• **Exercise description**:
Would you return the records below character for character, without any images?

• **Provided material**:
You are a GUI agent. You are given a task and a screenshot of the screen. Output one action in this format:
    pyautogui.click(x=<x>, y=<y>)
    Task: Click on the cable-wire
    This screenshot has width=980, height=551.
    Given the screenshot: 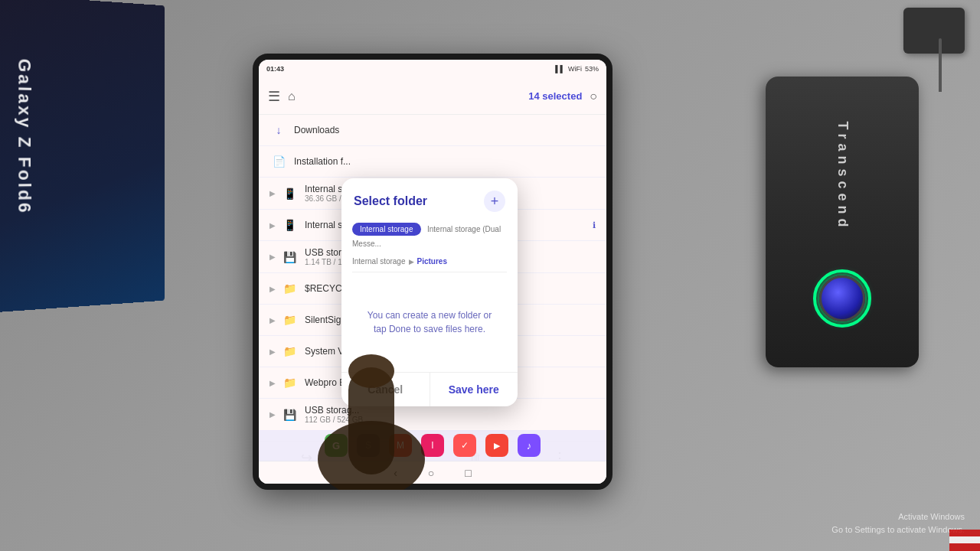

• **Answer section**:
You are a GUI agent. You are given a task and a screenshot of the screen. Output one action in this format:
    pyautogui.click(x=<x>, y=<y>)
    Task: Click on the cable-wire
    This screenshot has width=980, height=551.
    Given the screenshot: 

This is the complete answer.